Varsity Multi-Service Redevelopment

Calgary, AB

One of the first projects of its kind developed by the City of Calgary, the Varsity Multi Service Redevelopment (VMSR) is an integrated facility adjacent to the University of Calgary, the University Research Park, and the Varsity neighbourhood in Northwest Calgary. The project’s primary programmatic components include the a station for Calgary Fire Department, affordable housing units administered by Calgary Housing, City of Calgary corporate accommodation spaces, a commercial retail unit, and a household hazardous waste drop-off.

The co-location of such a diverse range of programmatic elements in a challenging context requires a careful balance between meeting the needs of the individual project components and finding synergies between them.

From a site planning perspective, the design creates a formal, public front that is characterized by the absence of parking, the presence of formal and informal soft and hardscapes, and honorific urban and architectural elements that signal the presence of the project’s various programmatic elements.
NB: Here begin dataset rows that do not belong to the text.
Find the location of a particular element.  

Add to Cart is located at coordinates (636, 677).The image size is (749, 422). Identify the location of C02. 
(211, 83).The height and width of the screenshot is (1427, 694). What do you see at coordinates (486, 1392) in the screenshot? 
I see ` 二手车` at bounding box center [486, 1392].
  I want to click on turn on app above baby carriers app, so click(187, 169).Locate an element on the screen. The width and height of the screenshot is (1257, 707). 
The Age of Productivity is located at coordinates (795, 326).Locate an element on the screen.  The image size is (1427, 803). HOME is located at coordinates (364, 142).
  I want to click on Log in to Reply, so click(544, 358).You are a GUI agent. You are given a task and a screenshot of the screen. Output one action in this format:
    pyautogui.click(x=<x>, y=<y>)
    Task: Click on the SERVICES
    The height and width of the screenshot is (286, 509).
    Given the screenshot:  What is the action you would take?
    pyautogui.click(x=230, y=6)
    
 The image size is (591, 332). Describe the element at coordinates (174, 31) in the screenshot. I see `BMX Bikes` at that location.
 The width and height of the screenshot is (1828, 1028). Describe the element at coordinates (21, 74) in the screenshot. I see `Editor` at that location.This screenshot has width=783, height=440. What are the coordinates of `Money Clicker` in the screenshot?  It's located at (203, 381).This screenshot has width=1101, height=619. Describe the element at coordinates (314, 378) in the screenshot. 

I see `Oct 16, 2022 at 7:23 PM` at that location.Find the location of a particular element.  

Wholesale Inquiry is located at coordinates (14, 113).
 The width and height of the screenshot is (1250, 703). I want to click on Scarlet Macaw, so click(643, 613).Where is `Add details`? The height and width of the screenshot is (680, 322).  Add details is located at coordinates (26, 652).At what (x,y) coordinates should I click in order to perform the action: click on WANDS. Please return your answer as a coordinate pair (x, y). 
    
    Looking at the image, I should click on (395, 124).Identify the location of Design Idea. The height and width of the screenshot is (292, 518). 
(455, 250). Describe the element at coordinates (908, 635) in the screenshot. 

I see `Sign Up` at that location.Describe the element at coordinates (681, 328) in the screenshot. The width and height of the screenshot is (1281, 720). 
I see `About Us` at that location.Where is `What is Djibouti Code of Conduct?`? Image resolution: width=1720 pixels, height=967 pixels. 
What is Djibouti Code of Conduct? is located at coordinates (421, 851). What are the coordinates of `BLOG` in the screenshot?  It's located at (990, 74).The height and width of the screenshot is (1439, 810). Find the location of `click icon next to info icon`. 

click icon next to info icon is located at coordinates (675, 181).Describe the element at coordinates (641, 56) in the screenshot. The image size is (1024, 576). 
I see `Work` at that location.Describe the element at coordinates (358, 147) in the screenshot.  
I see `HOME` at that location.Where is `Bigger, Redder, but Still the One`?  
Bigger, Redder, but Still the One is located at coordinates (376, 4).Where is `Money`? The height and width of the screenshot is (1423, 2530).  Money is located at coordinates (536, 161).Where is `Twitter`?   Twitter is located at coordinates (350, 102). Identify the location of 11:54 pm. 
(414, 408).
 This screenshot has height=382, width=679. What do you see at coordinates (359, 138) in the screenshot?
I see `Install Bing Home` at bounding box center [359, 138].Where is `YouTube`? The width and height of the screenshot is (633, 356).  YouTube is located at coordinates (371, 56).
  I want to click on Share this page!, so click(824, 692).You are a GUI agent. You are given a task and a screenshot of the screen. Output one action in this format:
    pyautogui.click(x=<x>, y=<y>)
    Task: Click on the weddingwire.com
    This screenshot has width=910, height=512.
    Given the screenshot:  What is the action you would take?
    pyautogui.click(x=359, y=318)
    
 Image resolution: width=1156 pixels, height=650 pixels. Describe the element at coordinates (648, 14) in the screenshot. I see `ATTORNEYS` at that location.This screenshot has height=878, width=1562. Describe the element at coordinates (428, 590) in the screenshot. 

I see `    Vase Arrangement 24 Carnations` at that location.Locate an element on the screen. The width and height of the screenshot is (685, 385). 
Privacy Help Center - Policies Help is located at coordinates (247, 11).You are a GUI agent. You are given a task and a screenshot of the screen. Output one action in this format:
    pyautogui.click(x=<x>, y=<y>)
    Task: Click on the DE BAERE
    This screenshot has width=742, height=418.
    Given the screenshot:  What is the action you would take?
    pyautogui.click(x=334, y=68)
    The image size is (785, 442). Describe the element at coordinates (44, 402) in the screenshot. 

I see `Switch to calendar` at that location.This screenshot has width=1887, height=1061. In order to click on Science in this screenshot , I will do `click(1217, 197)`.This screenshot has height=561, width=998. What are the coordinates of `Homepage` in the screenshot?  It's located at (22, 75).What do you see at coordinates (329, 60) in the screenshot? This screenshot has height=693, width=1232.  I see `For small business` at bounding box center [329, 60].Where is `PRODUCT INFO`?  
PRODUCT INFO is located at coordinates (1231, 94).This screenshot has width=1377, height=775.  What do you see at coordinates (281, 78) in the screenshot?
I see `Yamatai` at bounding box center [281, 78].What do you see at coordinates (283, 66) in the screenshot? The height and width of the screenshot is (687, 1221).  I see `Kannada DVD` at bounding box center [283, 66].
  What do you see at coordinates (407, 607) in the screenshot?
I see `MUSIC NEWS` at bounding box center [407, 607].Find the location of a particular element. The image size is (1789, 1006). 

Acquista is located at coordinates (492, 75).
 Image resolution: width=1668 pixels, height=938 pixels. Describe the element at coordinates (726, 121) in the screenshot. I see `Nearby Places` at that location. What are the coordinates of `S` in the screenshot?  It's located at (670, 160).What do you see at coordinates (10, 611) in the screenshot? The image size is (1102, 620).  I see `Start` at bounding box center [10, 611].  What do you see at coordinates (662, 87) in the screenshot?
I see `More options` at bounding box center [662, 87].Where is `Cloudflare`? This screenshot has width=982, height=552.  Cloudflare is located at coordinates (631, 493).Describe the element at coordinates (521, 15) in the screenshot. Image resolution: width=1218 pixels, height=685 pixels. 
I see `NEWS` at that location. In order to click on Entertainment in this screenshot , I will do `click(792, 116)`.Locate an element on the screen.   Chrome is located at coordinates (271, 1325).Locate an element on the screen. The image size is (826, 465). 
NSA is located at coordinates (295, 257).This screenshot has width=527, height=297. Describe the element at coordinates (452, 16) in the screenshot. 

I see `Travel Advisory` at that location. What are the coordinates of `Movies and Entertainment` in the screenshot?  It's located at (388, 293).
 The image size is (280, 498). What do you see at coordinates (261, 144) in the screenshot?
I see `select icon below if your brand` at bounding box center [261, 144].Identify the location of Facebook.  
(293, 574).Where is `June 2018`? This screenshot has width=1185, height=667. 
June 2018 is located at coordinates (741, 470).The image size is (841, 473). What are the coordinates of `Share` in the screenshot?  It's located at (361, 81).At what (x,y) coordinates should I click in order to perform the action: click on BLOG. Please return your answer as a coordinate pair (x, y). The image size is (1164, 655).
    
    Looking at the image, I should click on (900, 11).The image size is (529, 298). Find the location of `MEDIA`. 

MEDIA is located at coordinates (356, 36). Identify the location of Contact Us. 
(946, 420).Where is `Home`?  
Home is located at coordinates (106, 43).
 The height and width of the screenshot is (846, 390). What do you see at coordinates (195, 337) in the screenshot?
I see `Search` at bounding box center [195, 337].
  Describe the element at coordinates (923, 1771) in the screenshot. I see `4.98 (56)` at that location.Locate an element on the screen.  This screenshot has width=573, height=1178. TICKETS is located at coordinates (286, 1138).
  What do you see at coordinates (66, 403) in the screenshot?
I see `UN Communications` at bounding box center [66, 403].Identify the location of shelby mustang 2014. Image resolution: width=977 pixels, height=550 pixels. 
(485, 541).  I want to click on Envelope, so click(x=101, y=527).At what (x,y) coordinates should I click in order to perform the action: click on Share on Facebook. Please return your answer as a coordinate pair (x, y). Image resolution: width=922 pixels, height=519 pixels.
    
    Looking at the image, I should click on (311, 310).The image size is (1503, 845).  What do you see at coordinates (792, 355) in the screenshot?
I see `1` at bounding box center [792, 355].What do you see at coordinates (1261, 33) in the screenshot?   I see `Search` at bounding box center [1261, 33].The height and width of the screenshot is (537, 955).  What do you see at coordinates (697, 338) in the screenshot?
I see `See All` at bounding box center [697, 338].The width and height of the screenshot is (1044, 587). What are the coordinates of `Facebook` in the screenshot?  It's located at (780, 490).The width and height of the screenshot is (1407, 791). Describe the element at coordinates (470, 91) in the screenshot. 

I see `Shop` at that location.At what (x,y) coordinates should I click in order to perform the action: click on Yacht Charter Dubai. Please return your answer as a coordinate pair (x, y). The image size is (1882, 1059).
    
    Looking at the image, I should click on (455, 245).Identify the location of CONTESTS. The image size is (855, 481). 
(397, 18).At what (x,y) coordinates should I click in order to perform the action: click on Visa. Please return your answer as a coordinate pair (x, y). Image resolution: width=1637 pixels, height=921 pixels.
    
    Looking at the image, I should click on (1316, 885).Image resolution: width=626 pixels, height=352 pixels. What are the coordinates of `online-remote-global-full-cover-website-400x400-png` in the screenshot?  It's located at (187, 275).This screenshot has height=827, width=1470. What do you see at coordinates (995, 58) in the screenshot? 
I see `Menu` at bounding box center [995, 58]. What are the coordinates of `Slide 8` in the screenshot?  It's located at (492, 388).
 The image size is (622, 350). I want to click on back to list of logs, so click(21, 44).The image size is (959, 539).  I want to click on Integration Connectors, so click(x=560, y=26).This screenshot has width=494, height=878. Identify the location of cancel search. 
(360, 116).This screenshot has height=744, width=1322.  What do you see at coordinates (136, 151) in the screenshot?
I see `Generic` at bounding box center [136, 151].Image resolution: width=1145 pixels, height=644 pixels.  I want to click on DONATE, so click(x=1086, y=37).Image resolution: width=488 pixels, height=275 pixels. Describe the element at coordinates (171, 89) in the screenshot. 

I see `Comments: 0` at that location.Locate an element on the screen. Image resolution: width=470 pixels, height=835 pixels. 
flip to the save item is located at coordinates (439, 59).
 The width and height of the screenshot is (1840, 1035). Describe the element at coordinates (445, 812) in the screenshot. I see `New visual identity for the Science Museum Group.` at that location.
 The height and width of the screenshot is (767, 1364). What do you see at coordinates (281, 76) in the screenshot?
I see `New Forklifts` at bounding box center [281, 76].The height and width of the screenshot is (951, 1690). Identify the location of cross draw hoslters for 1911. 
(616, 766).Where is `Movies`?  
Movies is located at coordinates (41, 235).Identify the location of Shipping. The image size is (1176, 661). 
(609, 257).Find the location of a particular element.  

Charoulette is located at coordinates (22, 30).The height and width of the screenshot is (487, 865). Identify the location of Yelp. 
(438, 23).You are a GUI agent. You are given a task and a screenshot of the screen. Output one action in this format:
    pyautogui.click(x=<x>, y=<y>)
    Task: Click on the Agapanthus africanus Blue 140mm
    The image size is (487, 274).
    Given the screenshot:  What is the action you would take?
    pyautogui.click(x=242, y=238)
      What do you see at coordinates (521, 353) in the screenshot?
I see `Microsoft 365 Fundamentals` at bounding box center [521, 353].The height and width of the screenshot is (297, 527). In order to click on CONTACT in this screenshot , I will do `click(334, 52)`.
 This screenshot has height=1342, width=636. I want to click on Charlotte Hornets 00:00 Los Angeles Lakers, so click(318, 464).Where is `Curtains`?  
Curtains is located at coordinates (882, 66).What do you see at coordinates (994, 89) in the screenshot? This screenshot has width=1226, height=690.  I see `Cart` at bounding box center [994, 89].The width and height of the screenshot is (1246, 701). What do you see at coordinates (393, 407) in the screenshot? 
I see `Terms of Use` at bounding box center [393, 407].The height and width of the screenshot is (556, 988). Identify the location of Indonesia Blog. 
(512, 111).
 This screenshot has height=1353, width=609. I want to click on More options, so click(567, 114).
As an urban form, the building mass is a manifestation of the three adjacent contexts and their primary typologies. Specifically, the form of the building echoes the ‘objects in a landscape’ typical of the University Research Park and the University of Calgary, but also emulates the front yard condition characteristic of the residential fabric of Varsity. The design pushes the major mass to the ‘back’ of the site, away from the small-scale residences to the west, and uses the public podium and related landscape development as a scalar threshold and ‘front porch’ area, providing a gradation of public to private appropriate to the context as well as the building’s uses.

The programmatic synergies necessary for the success of this integrated facility are most directly manifest in the two-storey podium, a brick-clad form that transforms to create site and program-specific spaces and places while maintaining an overall legibility. Use-specific formal transformations within the brick podium include the heroic cantilever of the fire station, the extension of the podium wall into a habitable landscape wall incorporating the building name and address and emblematic flag poles, the canted brick retaining wall which houses the bike parking, the outdoor play areas for the childcare spaces, and entry deformations that protect against inclement weather. The primary materials employed in the podium (brick and curtainwall cladding) are robust and of institutional quality, appropriate for high-use public areas.

Above the podium is the affordable housing block, a simple volume clad in a durable and high quality glassfibre reinforced concrete panels. This overall volume is punctuated by balconies, expressed as both subtractions from and additions to the block. These balconies, composed in an asymmetrical manner on the facade, are an expression of the individuals and individual families living within the facility and are clad in terracotta tile, a material that is natural, robust, and honorific of the importance of the lives the facility supports.

One of the first projects of its kind developed by the City of Calgary, the Varsity Multi Service Redevelopment (VMSR) is an integrated facility adjacent to the University of Calgary, the University Research Park, and the Varsity neighbourhood in Northwest Calgary. The project’s primary programmatic components include the a station for Calgary Fire Department, affordable housing units administered by Calgary Housing, City of Calgary corporate accommodation spaces, a commercial retail unit, and a household hazardous waste drop-off.

The co-location of such a diverse range of programmatic elements in a challenging context requires a careful balance between meeting the needs of the individual project components and finding synergies between them.

From a site planning perspective, the design creates a formal, public front that is characterized by the absence of parking, the presence of formal and informal soft and hardscapes, and honorific urban and architectural elements that signal the presence of the project’s various programmatic elements.

As an urban form, the building mass is a manifestation of the three adjacent contexts and their primary typologies. Specifically, the form of the building echoes the ‘objects in a landscape’ typical of the University Research Park and the University of Calgary, but also emulates the front yard condition characteristic of the residential fabric of Varsity. The design pushes the major mass to the ‘back’ of the site, away from the small-scale residences to the west, and uses the public podium and related landscape development as a scalar threshold and ‘front porch’ area, providing a gradation of public to private appropriate to the context as well as the building’s uses.

The programmatic synergies necessary for the success of this integrated facility are most directly manifest in the two-storey podium, a brick-clad form that transforms to create site and program-specific spaces and places while maintaining an overall legibility. Use-specific formal transformations within the brick podium include the heroic cantilever of the fire station, the extension of the podium wall into a habitable landscape wall incorporating the building name and address and emblematic flag poles, the canted brick retaining wall which houses the bike parking, the outdoor play areas for the childcare spaces, and entry deformations that protect against inclement weather. The primary materials employed in the podium (brick and curtainwall cladding) are robust and of institutional quality, appropriate for high-use public areas.

Above the podium is the affordable housing block, a simple volume clad in a durable and high quality glassfibre reinforced concrete panels. This overall volume is punctuated by balconies, expressed as both subtractions from and additions to the block. These balconies, composed in an asymmetrical manner on the facade, are an expression of the individuals and individual families living within the facility and are clad in terracotta tile, a material that is natural, robust, and honorific of the importance of the lives the facility supports.